During the second quarter of this century, an extraordinary change became apparent in the manners and customs of the descendants of the Normans, Flemings, and Cambrians, whose ancestors an hundred years earlier were strangers in the land. Instead of intermarrying exclusively among themselves, the prevailing fashion became to seek for Irish wives, and to bestow their daughters on Irish husbands. Instead of clinging to the language of Normandy or England, they began to cultivate the native speech of the country. Instead of despising Irish law, every nobleman was now anxious to have his Brehon, his Bard, and his Senachie. The children of the Barons were given to be fostered by Milesian mothers, and trained in the early exercises so minutely prescribed by Milesian education. Kildare, Ormond, and Desmond, adopted the old military usages of exacting "coyne and livery" - horse meat and man's meat - from their feudal tenants. The tie of Gossipred, one of the most fondly cherished by the native population, was multiplied between the two races, and under the wise encouragement of a domestic dynasty might have become a powerful bond of social union. In Connaught and Munster where the proportion of native to naturalized was largest, the change was completed almost in a generation, and could never afterwards be wholly undone. In Ulster the English element in the population towards the end of this century was almost extinct, but in Meath and Leinster, and that portion of Munster immediately bordering on Meath and Leinster, the process of amalgamation required more time than the policy of the Kings of England allowed it to obtain.

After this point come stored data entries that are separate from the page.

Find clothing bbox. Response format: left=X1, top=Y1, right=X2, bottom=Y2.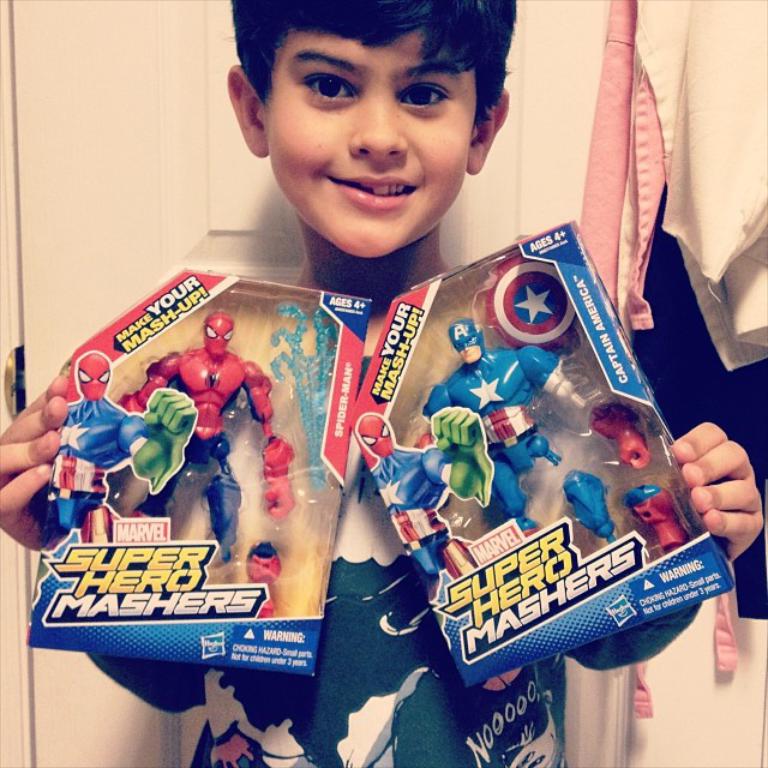
left=90, top=358, right=703, bottom=767.
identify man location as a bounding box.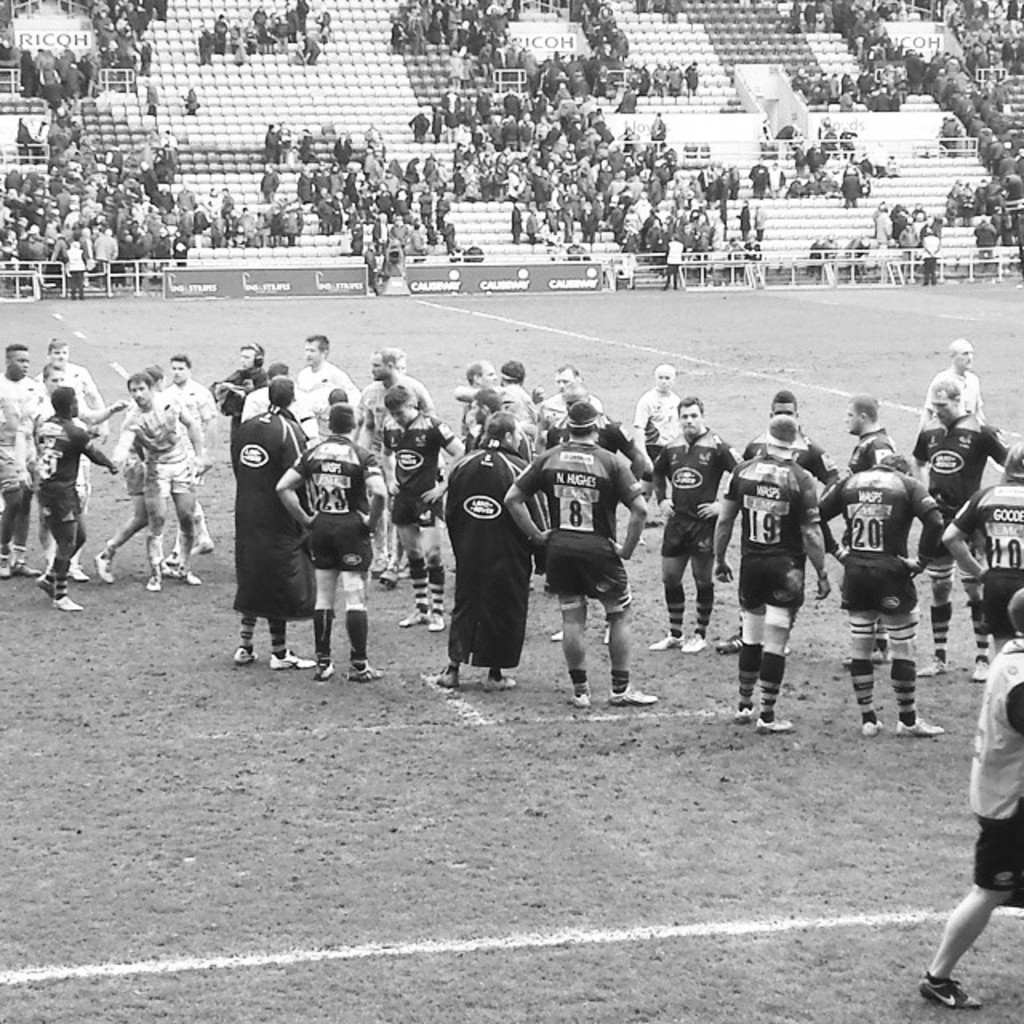
(374,381,464,635).
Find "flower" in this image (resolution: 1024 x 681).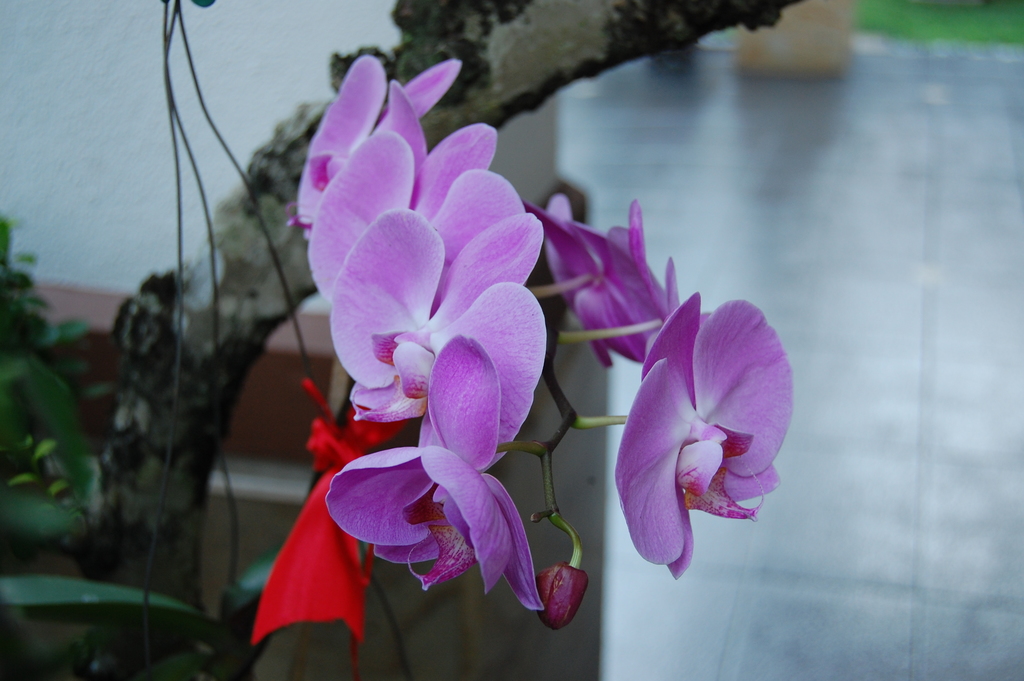
detection(630, 265, 820, 577).
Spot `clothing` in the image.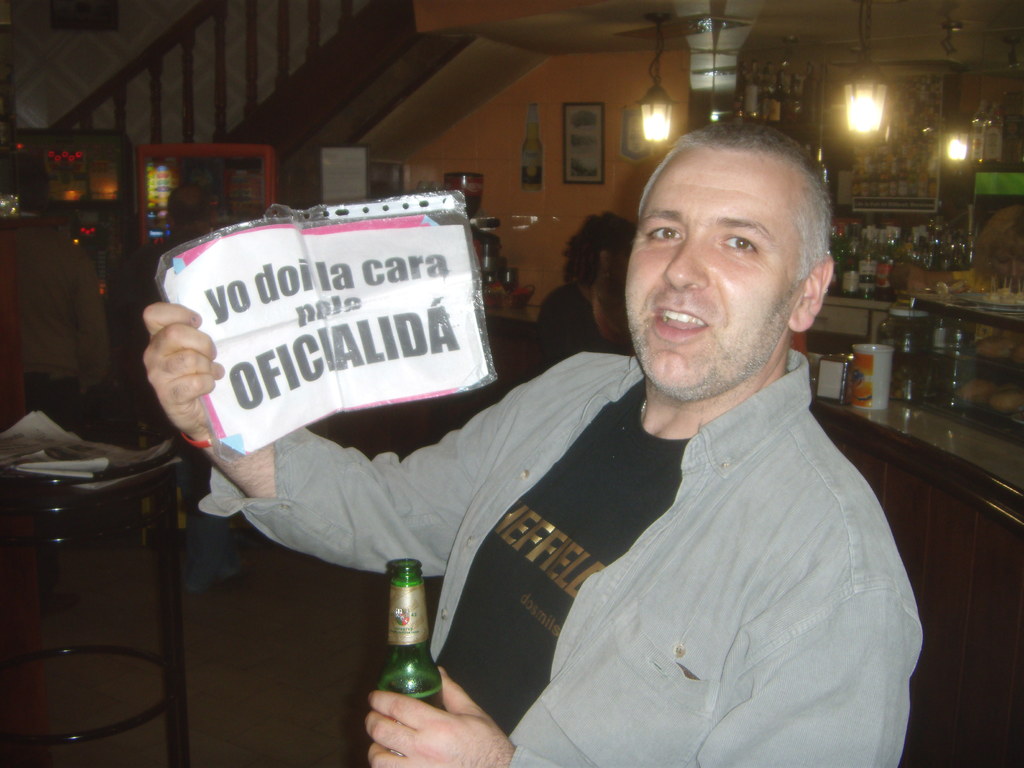
`clothing` found at pyautogui.locateOnScreen(156, 291, 834, 723).
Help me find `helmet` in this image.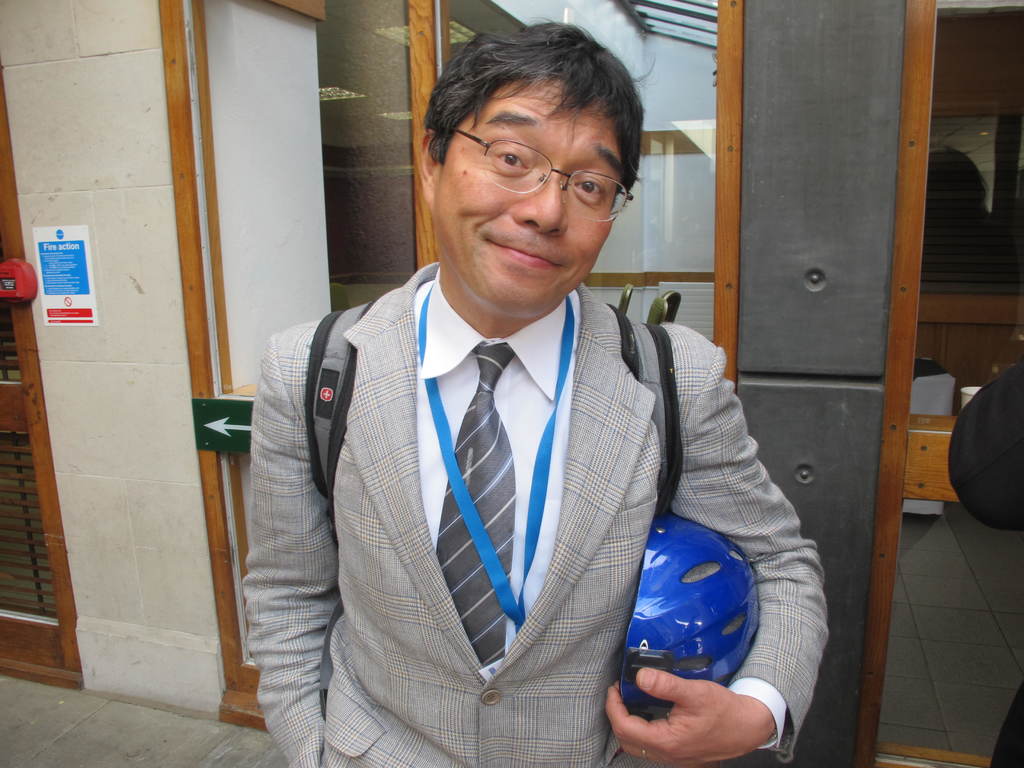
Found it: (left=619, top=514, right=766, bottom=723).
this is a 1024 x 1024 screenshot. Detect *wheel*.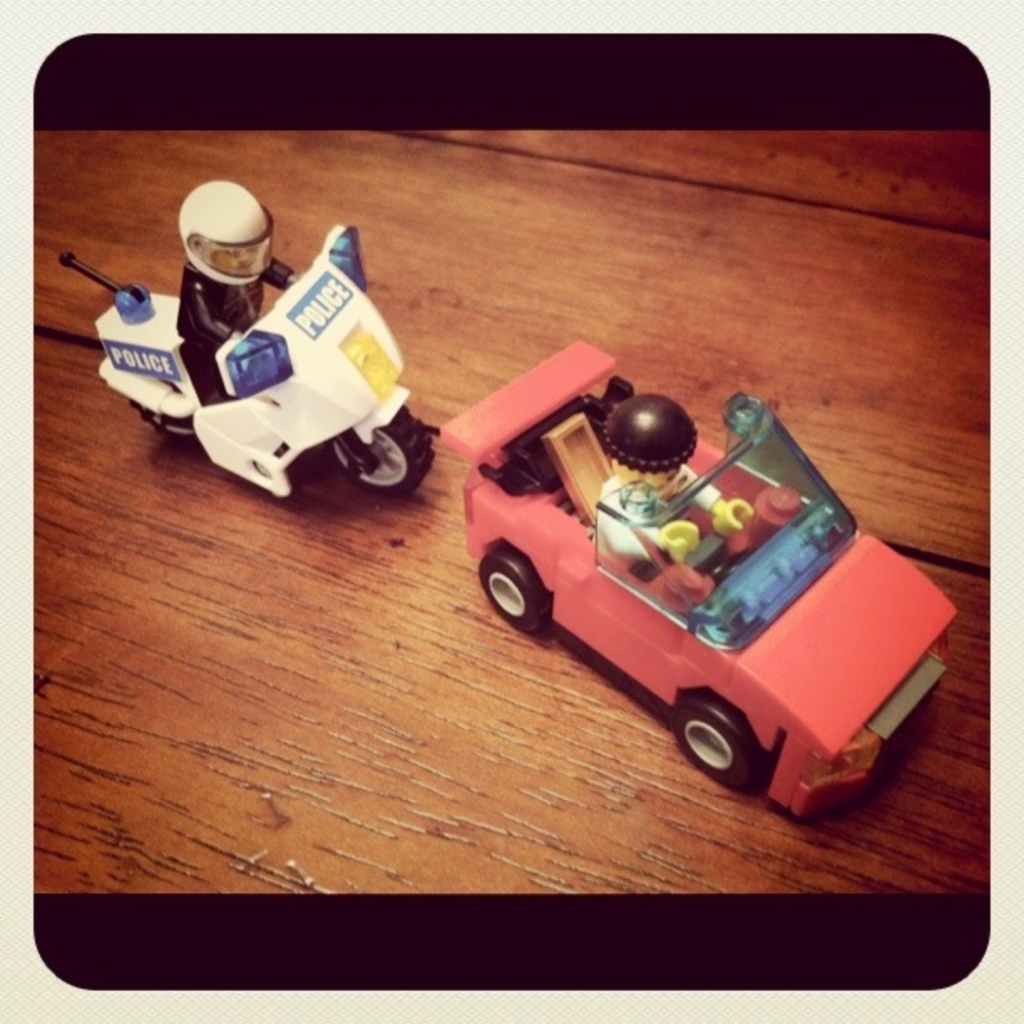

The first step taken to counteract their tendency to Hibernicize themselves, was to bestow additional honours on the great families. The baronry of Offally was enlarged into the earldom of Kildare; the lordship of Carrick into the earldom of Ormond; the title of Desmond was conferred on Maurice Fitz-Thomas Fitzgerald, and that of Louth on the Baron de Bermingham. Nor were they empty honours; they were accompanied with something better. The "royal liberties" were formally conceded, in no less than nine great districts, to their several lords. Those of Carlow, Wexford, Kilkenny, Kildare, and Leix, had been inherited by the heirs of the Earl Marshal's five daughters; four other counties Palatine were now added - Ulster, Meath, Ormond, and Desmond. "The absolute lords of those palatinates," says Sir John Davis, "made barons and knights, exercised high justice within all their territories; erected courts for civil and criminal causes, and for their own revenues, in the same form in which the king's courts were established at Dublin; they constituted their own judges, seneschals, sheriffs, coroners, and escheators." So that the king's writs did not run in their counties, which took up more than two parts of the English colony; but ran only in the church-lands lying within the same, which was therefore called THE CROSSE, wherein the Sheriff was nominated by the King. By "high justice" is meant the power of life and death, which was hardly consistent with even a semblance of subjection. No wonder such absolute lords should be found little disposed to obey the summons of deputies, like Sir Ralph Ufford and Sir John Morris, men of merely knightly rank, whose equals they had the power to create, by the touch of their swords.